The Impact of the American Super Mario Bros. 2 Is Still Felt 35 Years Later
It might not be a "real" Mario game to some, but the US Super Mario Bros. 2 influenced the future direction of all Mario platformers

Ever since it was released for the NES in America 35 years ago today, Super Mario Bros. 2 has more often than not been the butt of a joke. Videogamedunkey includes it as his game of the year in his annual best-of list as a gag. People reflexively dismiss it as an impostor in the series any time it’s brought up; the trite interjection, “Well, you know Super Mario Bros. 2 isn’t actually Super Mario Bros. 2” feels borderline Seinfeldian at this point. Unfortunately, that’s often where the discussion begins and ends. It deserves better.
Those with a purist, borderline fetishistic, bent will tell you that it isn’t a Mario game at all, instead favoring the unbearably difficult, Super Mario Maker troll-level-gone-wrong Japanese version of the game (dubbed The Lost Levels in its Stateside release) as the one true Super Mario Bros. 2. The US version may technically be a re-skinned port of the game Doki Doki Panic, but it’s a significantly better game than the original 2 and helped to set a distinct tone for the franchise’s future. Its towering verticality, surprisingly complex secrets, tight controls, multiple playable characters, and clever level design put it far more in line with the spirit of what we know Mario as today.
In true Super Mario Bros. spirit, Mario 2 is rarely content to stick with one idea for too long. Presenting you with puzzle-like platforming challenges that continually push the envelope, there’s so much raw creativity on display here. It introduces idea after idea before interweaving them and pushing them in a new direction and then moving on. One level might introduce a magic flying carpet while another might completely reframe the way the picking mechanic works, letting you dig your way through a cave.
Some connections go beyond the spiritual, though. One of Super Mario Bros. 2’s trademarks is its doors, which open up to different rooms based on the level around it. Some reveal an environmental puzzle while others house power-ups or opportunities to get extra lives. The puzzles are very similar to truncated versions of Super Mario World’s Ghost House levels, which often take similar cues from their environments.

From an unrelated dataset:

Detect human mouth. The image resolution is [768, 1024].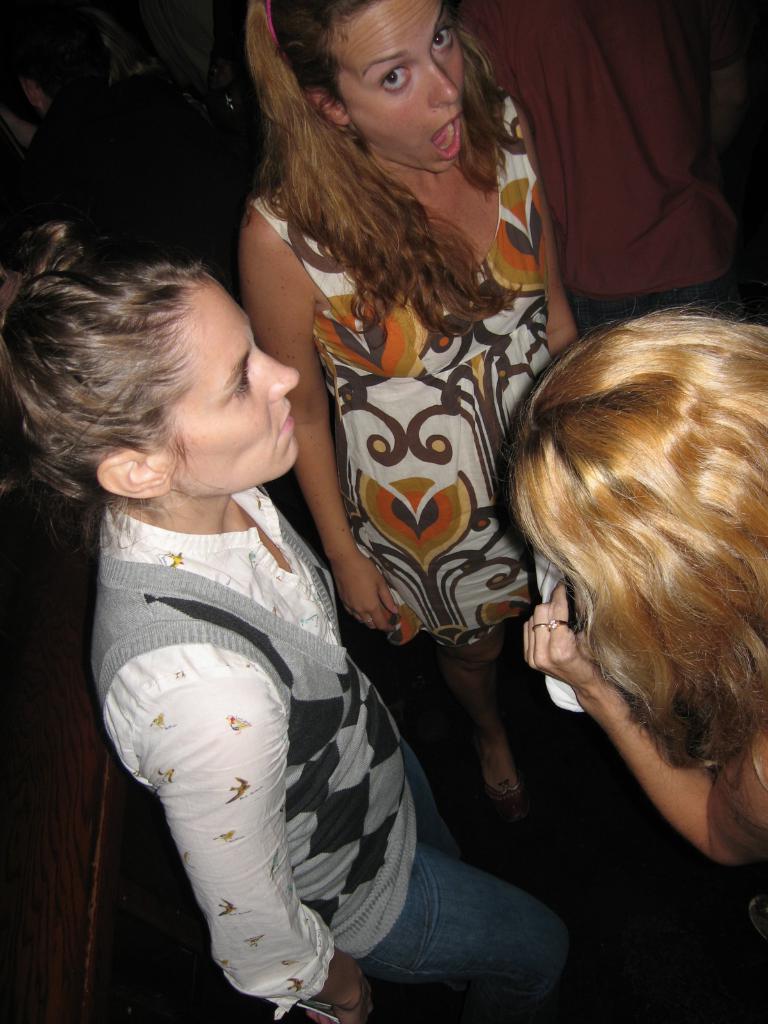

Levels also divert from Super Mario Bros.’ inflexible left-to-right pattern. Goals lie in every direction; sometimes you have to climb, dig, fly, or even pass through a number of doors before finding the boss fight at the end of a level. Playing the 2D Mario games in the order they were released further reveals Super Mario Bros. 2’s legacy. Sure, the first Super Mario Bros. is a wildly inventive display that continues to define the platforming genre to this day, but aside from the occasional Warp Zone or secret pipe or invisible block, its focus lies on platforming and platforming challenges. Mario 2, on the other hand, prods the player to explore and break the firm left-to-right rules found in the original, dangling bigger, more fleshed-out secrets.